DWMERKEY Sculpture - Blog

Musings on art, beauty, culture, aesthetics, and the spiritual life by wood wall sculptor Douglas W. Merkey.

The Story Behind My IRIS Sculptures

Apparently, I’m not the only one who finds the human eye (iris, really) both beautiful and mysterious. For thousands of years, it’s inspired countless artists. Around 950 B.C., for example, a poet-king wrote this stunning line about his bride’s love for him: “His eyes are like doves beside streams of water, bathed in milk, and reposed in their setting” (Song of Solomon 5:15).

Fast forward to 1984 and the American photojournalist Steve McCurry’s iconic photo of Afghan girl Sharbat Gula. Sharbat’s piercing eyes donned the cover of National Geographic in June, 1985. The photo eventually became known as “The First World’s Third World Mona Lisa.”

And who can forget the classic scene from Cameron Crowe’s 1989 film “Say Anything” featuring trenchcoated Lloyd Dobler (John Cusack) serenading a sleepless Diane Corte (Ione Skye) with a boom box playing Peter Gabriel’s “In Your Eyes?

“In your eyes - the light, the heat… In your eyes - I am complete… In your eyes - I see the doorway… In your eyes - to a thousand churches, In your eyes - the resolution… In your eyes - of all the fruitless searches”

I’m particularly inspired by the iris/eye-beauty in the friends and strangers all around me. To me, there’s a mesmerizing beauty in the overall design, the variety of translucent hues, and the deeper mystery bound up in the human iris. These beauty-pleasures have been stoked by some unexpected artworks, too. The 2014 movie, I Origins, invited deeper spiritual and philosophical considerations of this subject.

It was the iris’ appearance in the opening title sequence to the 2015 James Bond movie Spectre (start at minute 3:22) that brought my creative desire to a peak.

The opportunity to vent this happy “creative pressure” came as a surprise when I visited my eye doctor and threw out the idea of a sculpture-for-services-rendered trade. By providence, it just so happened that he was looking for some custom beauty to punctuate his newly-remodeled clinic-showroom. So, my first iris was born as part of an actual eye for an eye doctor’s office. How appropriate!

 From there, I continued to create various iris sculptures, exploring both color and dimension. My most current set was inspired by the gorgeous hues found in tropical and Gulf coast waters. It’s appropriately named “Watercolor Irises.” Perhaps the best news is that there’s a limitless variety of beauty that can be expressed in keeping with this design… as limitless as the beauty endowed to billions of human irises.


WHAT YOU NEED TO DO → Give back a single number: the count of lines in the data that contain the string "direction".

DATA FOR THIS EXERCISE →
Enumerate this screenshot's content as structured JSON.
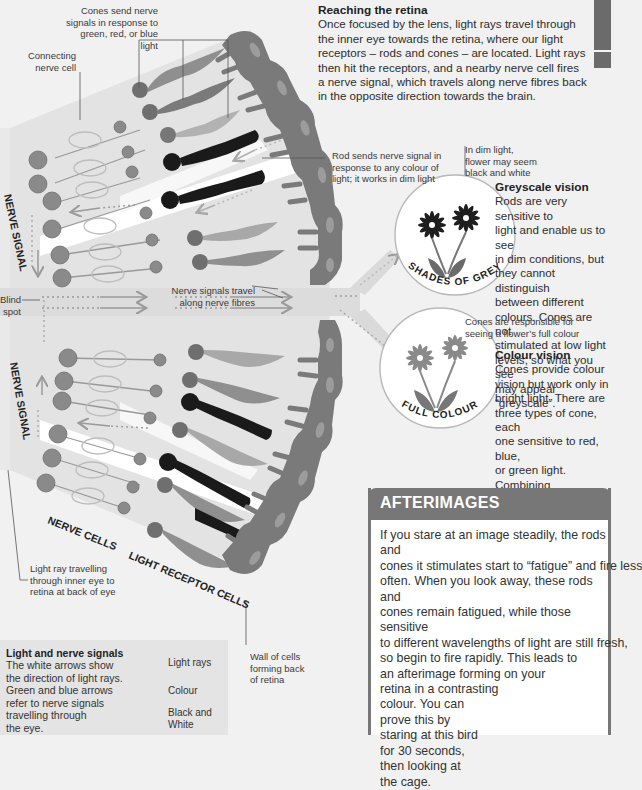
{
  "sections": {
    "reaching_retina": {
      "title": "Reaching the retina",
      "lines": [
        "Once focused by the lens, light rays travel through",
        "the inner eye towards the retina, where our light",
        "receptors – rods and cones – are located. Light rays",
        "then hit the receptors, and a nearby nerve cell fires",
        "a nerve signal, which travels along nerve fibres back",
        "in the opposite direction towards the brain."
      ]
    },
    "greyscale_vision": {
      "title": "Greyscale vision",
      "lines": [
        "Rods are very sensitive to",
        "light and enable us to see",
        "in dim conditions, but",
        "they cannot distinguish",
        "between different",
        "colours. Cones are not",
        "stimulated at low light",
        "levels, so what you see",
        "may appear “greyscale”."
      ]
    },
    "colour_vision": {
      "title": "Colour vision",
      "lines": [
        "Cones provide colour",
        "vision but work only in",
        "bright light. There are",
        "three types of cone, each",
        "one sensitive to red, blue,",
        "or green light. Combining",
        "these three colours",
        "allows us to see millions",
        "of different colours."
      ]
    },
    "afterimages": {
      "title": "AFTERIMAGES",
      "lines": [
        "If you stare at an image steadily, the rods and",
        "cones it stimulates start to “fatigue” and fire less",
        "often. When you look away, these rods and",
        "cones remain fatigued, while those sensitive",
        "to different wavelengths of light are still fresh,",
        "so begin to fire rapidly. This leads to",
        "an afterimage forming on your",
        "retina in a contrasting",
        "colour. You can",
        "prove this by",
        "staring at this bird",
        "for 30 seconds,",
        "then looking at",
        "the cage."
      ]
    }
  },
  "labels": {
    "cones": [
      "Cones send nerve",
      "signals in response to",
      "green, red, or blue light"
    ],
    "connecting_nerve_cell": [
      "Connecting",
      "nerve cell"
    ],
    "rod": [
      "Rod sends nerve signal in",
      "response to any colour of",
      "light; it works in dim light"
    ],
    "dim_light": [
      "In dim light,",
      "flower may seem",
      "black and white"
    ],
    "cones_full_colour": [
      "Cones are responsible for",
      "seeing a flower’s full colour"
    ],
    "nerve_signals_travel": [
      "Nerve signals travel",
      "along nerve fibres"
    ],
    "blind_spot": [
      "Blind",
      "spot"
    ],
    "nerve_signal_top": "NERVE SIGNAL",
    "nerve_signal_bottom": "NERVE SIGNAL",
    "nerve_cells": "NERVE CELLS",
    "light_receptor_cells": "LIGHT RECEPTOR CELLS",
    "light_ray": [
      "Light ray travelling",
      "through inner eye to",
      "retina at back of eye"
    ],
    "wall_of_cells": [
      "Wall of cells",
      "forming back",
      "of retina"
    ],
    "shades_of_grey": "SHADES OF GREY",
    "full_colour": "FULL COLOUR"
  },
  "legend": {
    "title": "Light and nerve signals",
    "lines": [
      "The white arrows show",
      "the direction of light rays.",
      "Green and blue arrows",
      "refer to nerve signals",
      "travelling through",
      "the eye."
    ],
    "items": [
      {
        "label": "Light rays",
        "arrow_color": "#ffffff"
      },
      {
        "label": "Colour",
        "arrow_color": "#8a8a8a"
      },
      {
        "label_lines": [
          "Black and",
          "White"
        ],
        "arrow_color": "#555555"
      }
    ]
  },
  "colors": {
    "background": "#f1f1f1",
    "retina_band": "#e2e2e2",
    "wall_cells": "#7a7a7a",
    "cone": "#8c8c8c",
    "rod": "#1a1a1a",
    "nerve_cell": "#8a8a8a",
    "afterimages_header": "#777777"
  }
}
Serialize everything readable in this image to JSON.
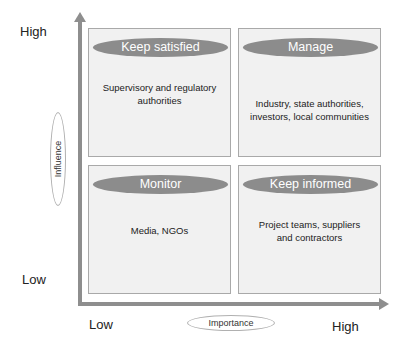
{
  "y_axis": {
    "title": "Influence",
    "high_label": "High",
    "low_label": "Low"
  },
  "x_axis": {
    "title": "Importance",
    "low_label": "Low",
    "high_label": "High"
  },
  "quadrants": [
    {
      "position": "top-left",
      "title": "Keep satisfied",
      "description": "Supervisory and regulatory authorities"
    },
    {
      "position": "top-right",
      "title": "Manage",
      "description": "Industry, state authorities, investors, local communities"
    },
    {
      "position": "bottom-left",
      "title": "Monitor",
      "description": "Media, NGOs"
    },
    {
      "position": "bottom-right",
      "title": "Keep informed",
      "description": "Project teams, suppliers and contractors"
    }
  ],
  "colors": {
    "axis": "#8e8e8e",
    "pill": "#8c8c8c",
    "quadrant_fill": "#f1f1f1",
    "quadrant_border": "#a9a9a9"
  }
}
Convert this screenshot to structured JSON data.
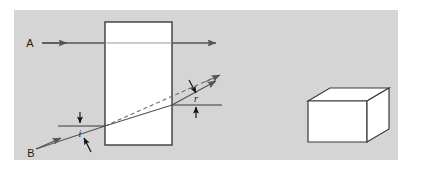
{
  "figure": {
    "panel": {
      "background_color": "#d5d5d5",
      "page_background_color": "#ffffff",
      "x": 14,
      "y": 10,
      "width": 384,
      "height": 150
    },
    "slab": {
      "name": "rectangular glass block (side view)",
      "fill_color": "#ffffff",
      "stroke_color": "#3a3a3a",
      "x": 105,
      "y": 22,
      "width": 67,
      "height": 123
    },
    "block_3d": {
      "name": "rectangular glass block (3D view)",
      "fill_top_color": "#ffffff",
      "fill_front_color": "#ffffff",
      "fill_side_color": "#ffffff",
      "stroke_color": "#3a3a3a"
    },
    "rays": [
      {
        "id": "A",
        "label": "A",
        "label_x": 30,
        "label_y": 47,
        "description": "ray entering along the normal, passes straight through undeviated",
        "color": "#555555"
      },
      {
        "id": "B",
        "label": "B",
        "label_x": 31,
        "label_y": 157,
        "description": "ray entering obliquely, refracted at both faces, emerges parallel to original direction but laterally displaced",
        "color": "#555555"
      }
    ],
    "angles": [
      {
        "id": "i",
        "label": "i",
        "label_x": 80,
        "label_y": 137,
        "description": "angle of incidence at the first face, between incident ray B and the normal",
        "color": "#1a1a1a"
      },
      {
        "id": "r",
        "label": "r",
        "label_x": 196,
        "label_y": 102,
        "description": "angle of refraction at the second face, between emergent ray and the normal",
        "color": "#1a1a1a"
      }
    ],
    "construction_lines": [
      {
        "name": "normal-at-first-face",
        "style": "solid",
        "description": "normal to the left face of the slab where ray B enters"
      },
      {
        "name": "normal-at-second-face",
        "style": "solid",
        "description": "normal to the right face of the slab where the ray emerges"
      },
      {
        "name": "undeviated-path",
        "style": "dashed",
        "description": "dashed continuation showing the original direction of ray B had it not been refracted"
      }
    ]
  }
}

--

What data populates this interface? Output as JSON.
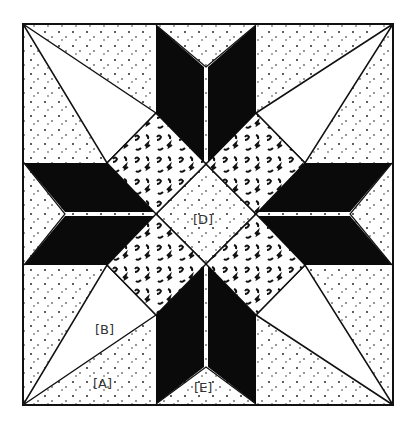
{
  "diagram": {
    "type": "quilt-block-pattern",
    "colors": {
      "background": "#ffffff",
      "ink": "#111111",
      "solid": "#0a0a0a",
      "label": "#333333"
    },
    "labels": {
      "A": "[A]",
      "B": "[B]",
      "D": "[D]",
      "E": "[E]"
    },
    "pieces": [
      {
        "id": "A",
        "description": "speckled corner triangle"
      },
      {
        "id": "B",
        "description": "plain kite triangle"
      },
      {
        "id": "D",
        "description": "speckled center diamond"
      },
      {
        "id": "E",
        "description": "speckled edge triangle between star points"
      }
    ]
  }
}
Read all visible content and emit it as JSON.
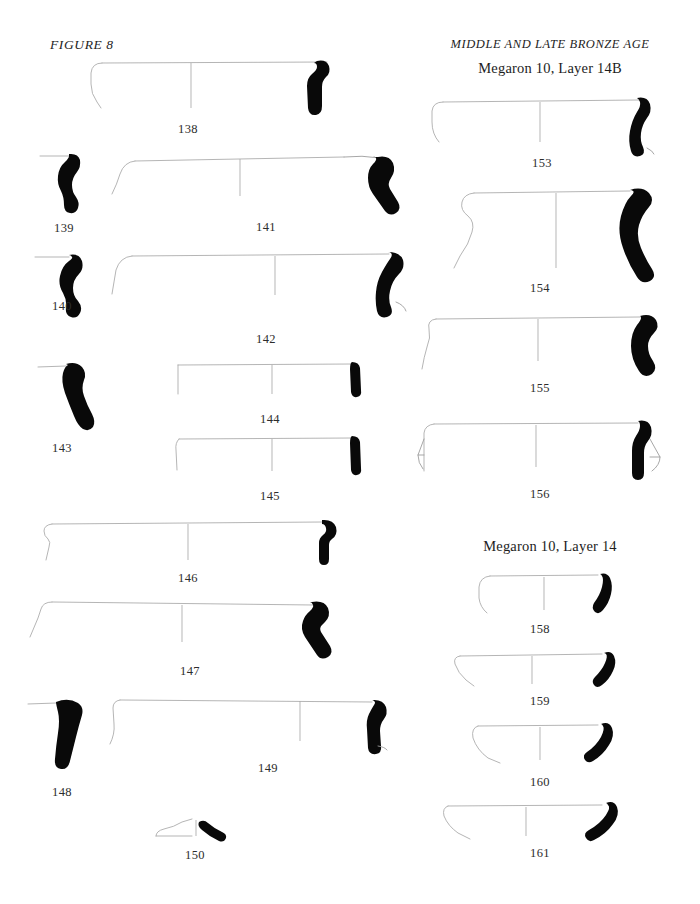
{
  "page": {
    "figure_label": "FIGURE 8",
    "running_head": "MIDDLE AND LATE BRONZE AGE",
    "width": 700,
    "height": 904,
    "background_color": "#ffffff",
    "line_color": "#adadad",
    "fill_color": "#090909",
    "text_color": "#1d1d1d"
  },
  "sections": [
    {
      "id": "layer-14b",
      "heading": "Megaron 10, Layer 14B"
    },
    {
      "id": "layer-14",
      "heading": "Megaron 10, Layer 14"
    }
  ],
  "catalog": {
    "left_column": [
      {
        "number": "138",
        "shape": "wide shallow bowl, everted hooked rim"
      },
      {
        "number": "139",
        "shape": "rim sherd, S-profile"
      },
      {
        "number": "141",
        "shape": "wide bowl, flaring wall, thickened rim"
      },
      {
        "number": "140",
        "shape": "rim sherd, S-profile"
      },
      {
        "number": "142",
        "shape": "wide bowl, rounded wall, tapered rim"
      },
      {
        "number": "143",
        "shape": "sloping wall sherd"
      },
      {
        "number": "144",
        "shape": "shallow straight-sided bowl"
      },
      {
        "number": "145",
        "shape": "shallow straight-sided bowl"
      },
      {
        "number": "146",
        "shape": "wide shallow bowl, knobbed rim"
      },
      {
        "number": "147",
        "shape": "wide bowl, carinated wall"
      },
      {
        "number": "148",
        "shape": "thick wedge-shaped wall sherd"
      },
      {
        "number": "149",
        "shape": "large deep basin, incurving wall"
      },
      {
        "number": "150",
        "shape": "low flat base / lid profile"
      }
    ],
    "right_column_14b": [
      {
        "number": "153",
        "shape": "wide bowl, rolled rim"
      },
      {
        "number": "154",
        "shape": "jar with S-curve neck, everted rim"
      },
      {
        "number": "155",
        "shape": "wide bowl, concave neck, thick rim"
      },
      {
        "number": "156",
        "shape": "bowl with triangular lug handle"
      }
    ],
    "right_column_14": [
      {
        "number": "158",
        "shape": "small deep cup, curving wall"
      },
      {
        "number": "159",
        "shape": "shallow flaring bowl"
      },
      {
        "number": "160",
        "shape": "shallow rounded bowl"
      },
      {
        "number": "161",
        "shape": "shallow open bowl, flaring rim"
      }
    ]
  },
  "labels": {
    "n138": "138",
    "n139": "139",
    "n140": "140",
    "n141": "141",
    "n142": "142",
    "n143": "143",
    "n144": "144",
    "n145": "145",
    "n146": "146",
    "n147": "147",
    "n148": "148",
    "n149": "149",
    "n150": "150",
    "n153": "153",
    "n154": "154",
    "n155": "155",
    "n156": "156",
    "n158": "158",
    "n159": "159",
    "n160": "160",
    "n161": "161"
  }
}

EXERCISE ANSWER → 4